“Is ContosoParts.msix installed?” is a common – but misleading – question
The term install is not a formal concept in MSIX.
This may seem paradoxical for a deployment technology, but it makes perfect sense once you understand MSIX deployment’s core architecture.
Deployment Requests
A caller makes a deployment request to the deployment engine via the PackageManager API to perform some activity. This may involve adding a package to the system, removing one, or performing another management operation. Deployment requests include:
- the requested action
- the target package
- API parameters supplied by the caller
- contextual information about the requesting user (e.g., user ID and security context)
The system queues the request in the deployment engine’s memory for processing by the deployment pipeline.
The Deployment Pipeline
The deployment pipeline processes requests through an ordered set of steps. The pipeline may short-circuit or skip some steps, depending on the request and system state. At its core the processing consists of three primary stages:
- Index
- Stage
- Register
Index
Parse the incoming package’s metadata (for example, AppxManifest.xml) and store that information along with system metadata such as the intended installation path.
Stage
Create the package’s target installation location (also known as the package directory, or pkgdir).
Acquire the package payload and extract it into the pkgdir, and apply appropriate ACLs to secure the content.
Register
Associate the staged package with a specific user profile.
This may involve, among other actions:
- creating Start Menu entries
- registering file type associations
- configuring runtime data
Registering the package effectively makes it usable for that user.
Per-Machine vs Per-User
Indexing and Staging are per-machine activities. The system performs these once per machine.
Staged packages are stored and shared across all users on the system, with the pkgdir secured to allow Read and Execute access — but not Write access — to users.
Registering is a per-user activity.
This separation enables MSIX to alter the set of available packages for one user without affecting others. This isolation — and the controlled servicing it enables — is a cornerstone of MSIX’s design and is reflected in many platform behaviors and APIs.
So… Installing?
To make a package available for a user for the first time, a caller might invoke an Add API:
var packageUri = new Uri("C:\\Packages\\ContosoParts.msix");
var options = new AddPackageOptions();
var packageManager = new PackageManager();
var result = await packageManager.AddPackageByUriAsync(packageUri, options);
...
This sends an Add request to the deployment engine, which:
- Indexes the package
- Stages the package into a new pkgdir
- Registers it for the user
At no point did we technically “install” anything.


▶ _Exercise objective_: The result should be the lines from the one that contains "Identify the location" to the final line of the entries below, copied exactly and with no pictures.

▶ _Material supplied_:
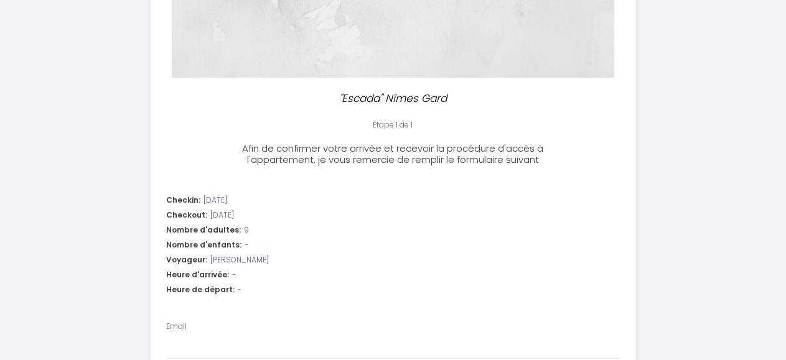  Describe the element at coordinates (184, 200) in the screenshot. I see `span: Checkin:` at that location.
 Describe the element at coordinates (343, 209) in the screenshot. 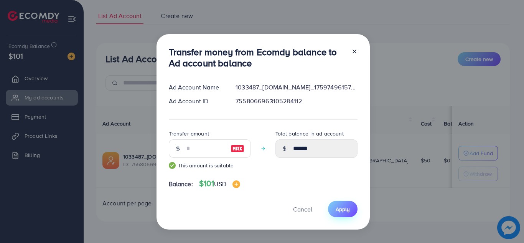

I see `span: Apply` at that location.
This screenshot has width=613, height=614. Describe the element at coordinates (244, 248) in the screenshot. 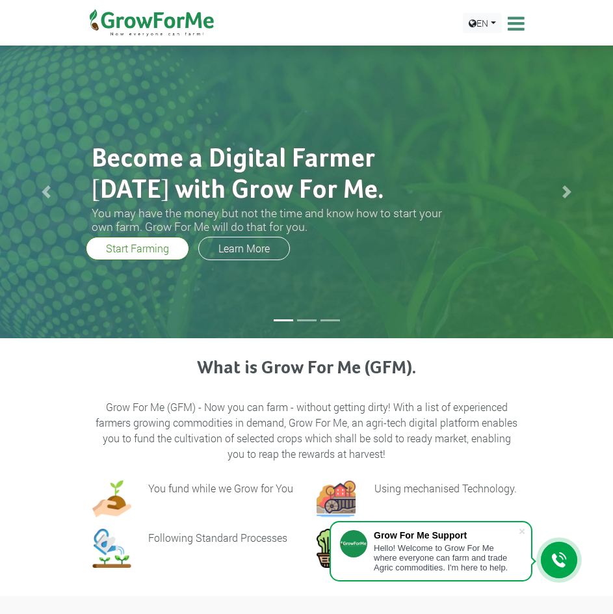

I see `a: Learn More` at that location.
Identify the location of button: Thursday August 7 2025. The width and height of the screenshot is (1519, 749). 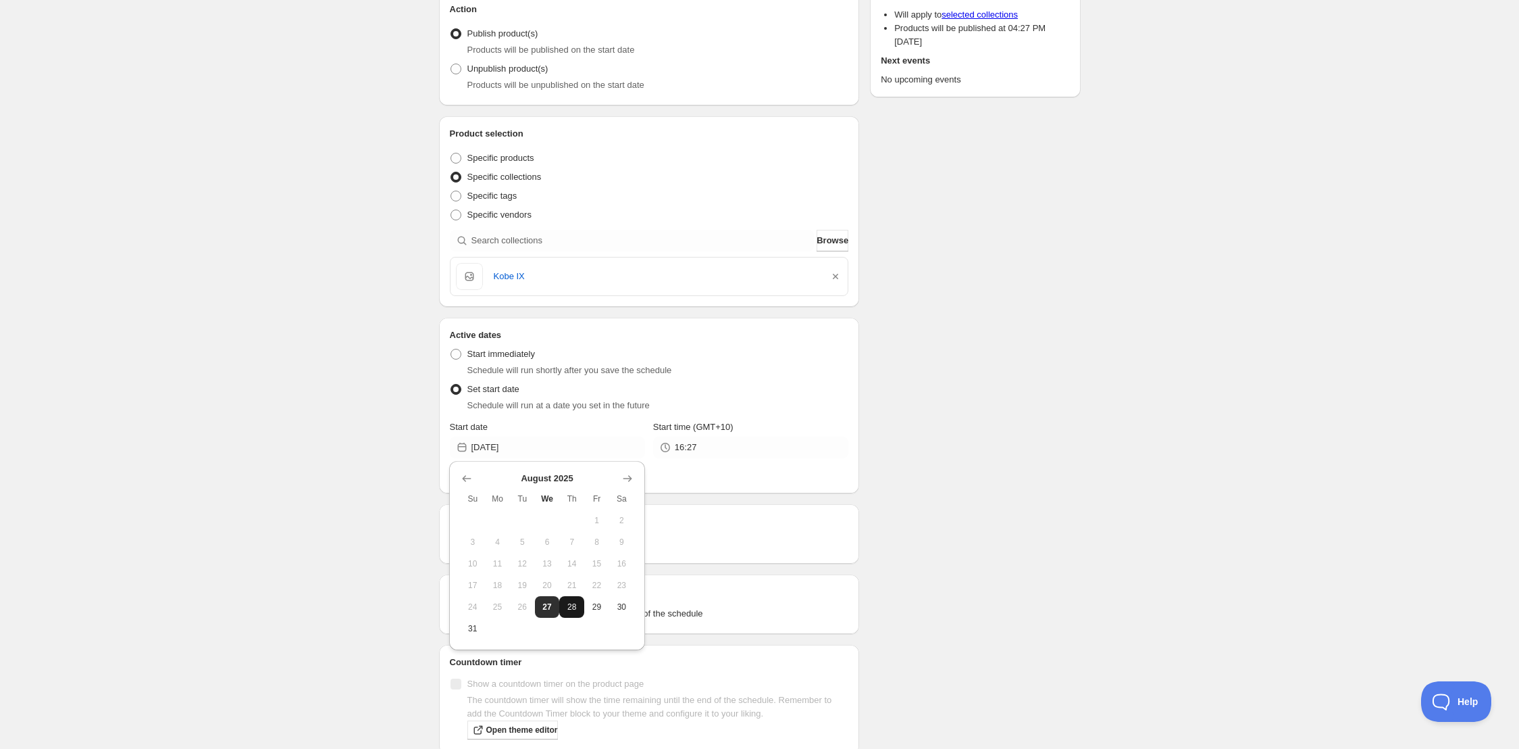
(572, 542).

▶ _Solution to the exercise_:
Identify the location of button: Thursday August 7 2025. The width and height of the screenshot is (1519, 749). 
(572, 542).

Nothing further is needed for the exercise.